Here are the relevant PSPP manual pages:

https://www.gnu.org/software/pspp/manual/html_node/VALUE-LABELS.html

https://www.gnu.org/software/pspp/manual/html_node/VARIABLE-LABELS.html

https://www.gnu.org/software/pspp/manual/html_node/MISSING-VALUES.html

 

 

-Alan

 

 

On 1/19/2022 9:01 AM, Marek Ludwig wrote:

Dear All, 

we have read in a CSV dataset that we had generated from an Excel file. 
Unfortunately, the codebook got lost in the process, so that the columns for 
labels("Beschriftung"), value labels ("Wertelabels") and missing values 
("Fehlende Werte") are empty. Since our dataset has over 200 variables, filling 
them in manually would be very time consuming. Is there an efficient, faster 
solution to read in the codebook or fill in these columns? 

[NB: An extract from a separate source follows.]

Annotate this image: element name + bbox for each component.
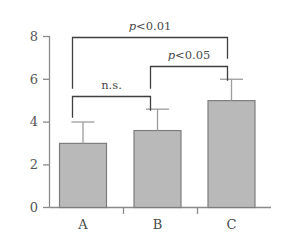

I would be very grateful for a hint!

Thanks a lot,

Marek

 

-- 
 
Alan D. Mead, Ph.D.
President, Talent Algorithms Inc.
 
science + technology = better workers
 
https://talalg.com
 
 
Hofstadter's Law: It always takes longer than you expect, even when you
take into account Hofstadter's Law.
 
 

-- 
 
Alan D. Mead, Ph.D.
President, Talent Algorithms Inc.
 
science + technology = better workers
 
https://talalg.com
 
 
Going was easy. Keep on going was hard.
 
-- Ursula K. Le Guin
 
 

-- 
 
Alan D. Mead, Ph.D.
President, Talent Algorithms Inc.
 
science + technology = better workers
 
https://talalg.com
 
 
Going was easy. Keep on going was hard.